Everything has an expiration date—even nuclear warheads. Concerned that the United States' 10,000-strong stockpile of atomic bombs are past their prime, scientists at Lawrence Livermore National Laboratory in California and Los Alamos National Laboratory in New Mexico are vying to design the first new nuclear bomb in the United States since the W88 warhead in the mid-1980s. The bomb, dubbed the Reliable Replacement Warhead, "is the next logical step," announced the Department of Energy, which sponsors the design competition and is expected to select a winning model for development—pending congressional approval—later this year.
As countries like North Korea and Iran acquire or approach nuclear capability, the program may sound long overdue. And even though the half-life of weapons-grade plutonium is 24,000 years, some experts have suggested that alpha particles emitted as the plutonium decays could crack the pits in the bombs that contain it within 15 years. But careful analysis of old warheads by the Energy Department turned up no signs of weakness, raising questions about the need for new nukes.

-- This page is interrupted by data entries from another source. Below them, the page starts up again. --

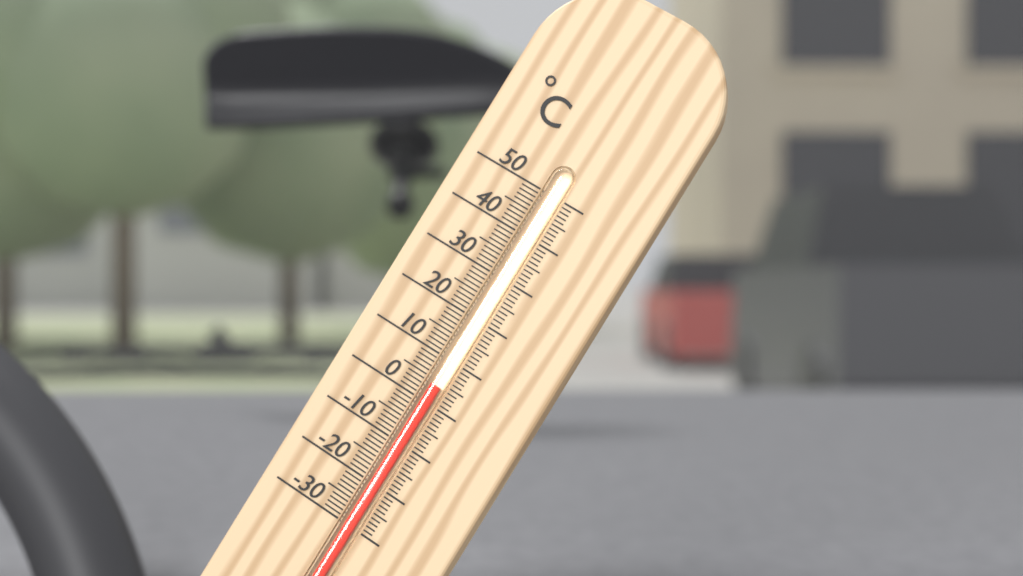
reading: 4 °C
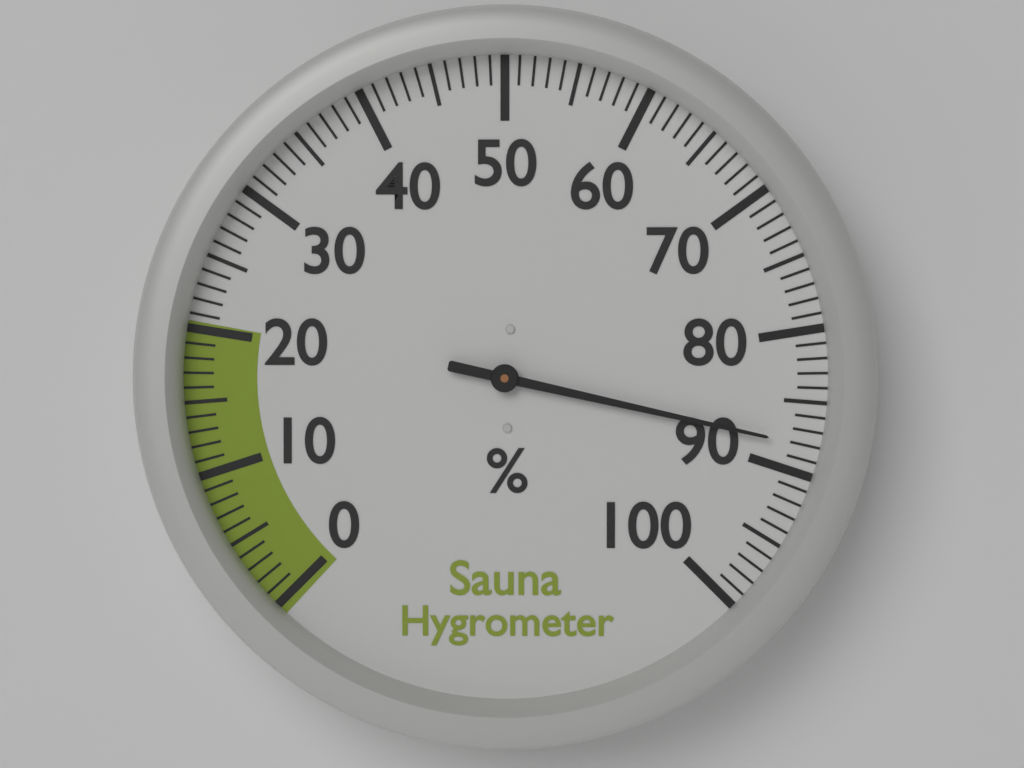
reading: 88 %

To avoid violating international antitesting treaties, the stockpile is kept up to date via a $6 billion-a-year recertification program that tests existing weapons for signs of corrosion. "They take out pits from old weapons and find that all these potential problems are not occurring," explains Ivan Oelrich, a physicist at the Federation of American Scientists. "The consensus is that plutonium pits will be stable for at least 90 to 100 years." What's more, a new warhead might undercut efforts to discourage nuclear proliferation abroad. "It's hypocritical for us to call for other nations to stop their nuclear goals when the United States seems to be pushing its own nuclear program," says Robert Nelson, a physicist at the Union of Concerned Scientists. "We should be doing everything we can to discourage other countries from developing nuclear weapons."